A profession­al sailor, the 41-year-old had done nothing of this magnitude before. Stratfold’s 50-foot yacht was battered by a storm for two days and he slept no more than 40 minutes at a time to reduce the risk of collisions. “It was the only way I could get home,” he said in an interview. He reached Southport in Queensland on July 3.

Desperate journeys like this, along with tales of tragedy and separation, are increasing­ly common as the pandemic wears on, especially where government­s persist with hardline quarantine­s and border controls.
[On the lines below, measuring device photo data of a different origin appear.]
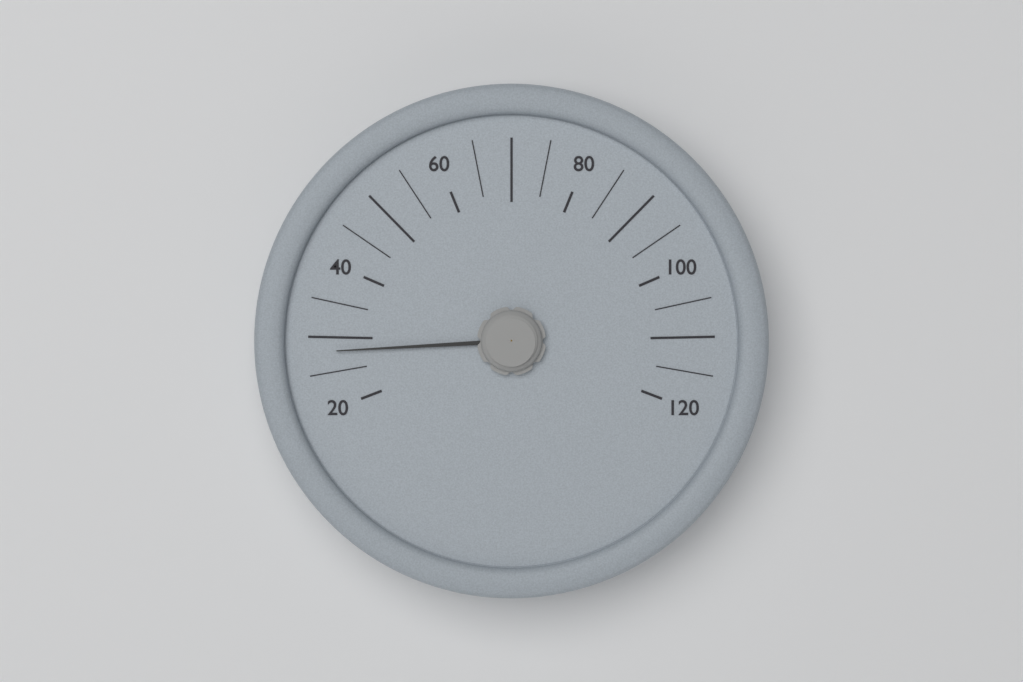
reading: 28 (no unit)
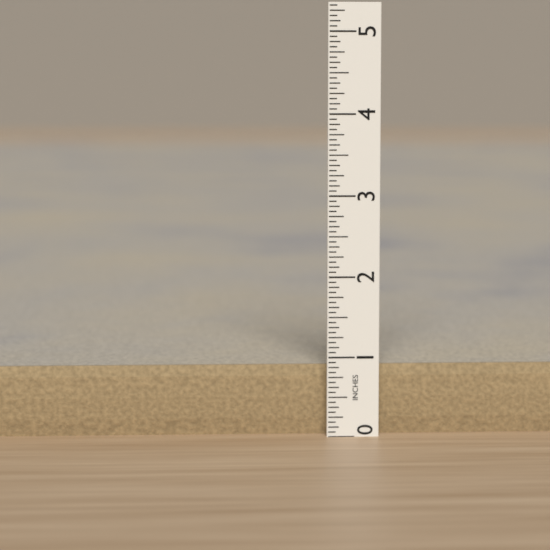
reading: 0.8750 in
Nearly two years into the crisis, tens of thousands of frustrated citizens of nations such as Australia and New Zealand remain stranded overseas, unable to secure flights back to their homelands and one of the few slots allocated for compulsory hotel quarantine.

Mandatory quarantine­s helped insulate so-called Covid Zero nations from the worst of the pandemic by keeping out the virus. But as other parts of the world start to move on and reopen, maintainin­g these costly systems is becoming less tenable, and cracks are starting to show.

Under siege from an outbreak of the delta variant after a single case evaded its border curbs, Australia has repeatedly slashed its quarantine quota, with fewer than 3,000 overseas arrivals allowed in each week. That’s for a nation of 25 million known for its widespread diaspora.

The lengths taken by those stranded are in stark contrast to many other parts of the world, where vaccinatio­ns are ticking higher and border restrictio­ns are easing, or were never really imposed at all.

Locking down countries and eradicatin­g the virus domestical­ly should only be a stop-gap measure until vaccinatio­n rates increase, according to immunologi­st Graham Le Gros, director of the Malaghan Institute of Medical Research in Wellington, New Zealand.

“Eliminatio­n has run its course,” he said. “It’s destroying the fabric of society.”